Postal Workers in New Hampshire Protest Service Cuts

U.S. Postal Service plans to close 82 mail processing and distribution centers

Protesters in Manchester, New Hampshire, held what they're calling a candlelight vigil and funeral procession…for the U.S. Postal Service.

The USPS is not dead, but these postal workers, retirees and supporters say cuts planned for January 2015 are going to kill the service.

Nashua postal worker Deb Smith said, "I don't think the public realizes the steps that the postmaster general is taking to downsize the postal service and privatize it."

USPS plans to close 82 mail processing and distribution centers nationwide and first class mail will take a day longer to be delivered.

Postal worker Jim Breen said, "What they're calling network consolidation isn't going to work, it's going to destroy the service, it's going to reduce our service standards, and it's going to cost good paying jobs."

USPS has said the restructuring plan is projected to save about $2.1 billion and make the service more viable.

Protestors say the cuts are unnecessarily sacrificing service to satisfy a Congressional mandate to pre-fund healthcare.

Janice Kelble, a retired postal worker who's now the legislative director for the New Hampshire Postal Workers Union said, "In 2006, Congress passed a law that makes us pre-fund future retiree health benefits 75 years out, something nobody else in the world has to do, and that costs us $5.5 billion a year so if they would take the noose away from our neck we'd be doing fine."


### [Exercise requirements]
Pictures should be omitted; restate word for word the lines from the one holding "Image is 578x304 pixels." through the last line of the entries below.

:: Source information ::

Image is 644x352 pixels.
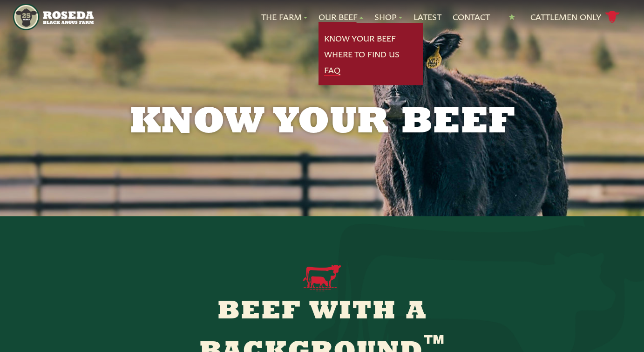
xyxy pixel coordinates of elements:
a: Where To Find Us [324,48,400,60]
a: Latest [414,11,442,23]
a: Know Your Beef [324,32,396,44]
a: Shop [375,11,403,23]
a: The Farm [261,11,308,23]
a: Contact [453,11,490,23]
h1: Know Your Beef [84,104,561,142]
a: Cattlemen Only [530,9,620,25]
a: FAQ [324,64,341,76]
img: https://roseda.com/wp-content/uploads/2021/05/roseda-25-header.png [13,4,94,30]
a: Our Beef [318,11,363,23]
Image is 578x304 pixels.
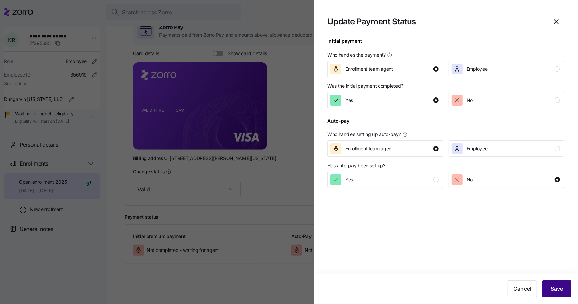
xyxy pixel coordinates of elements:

:::

### [The answer]
Image is 578x304 pixels.
xyxy pixel coordinates of elements:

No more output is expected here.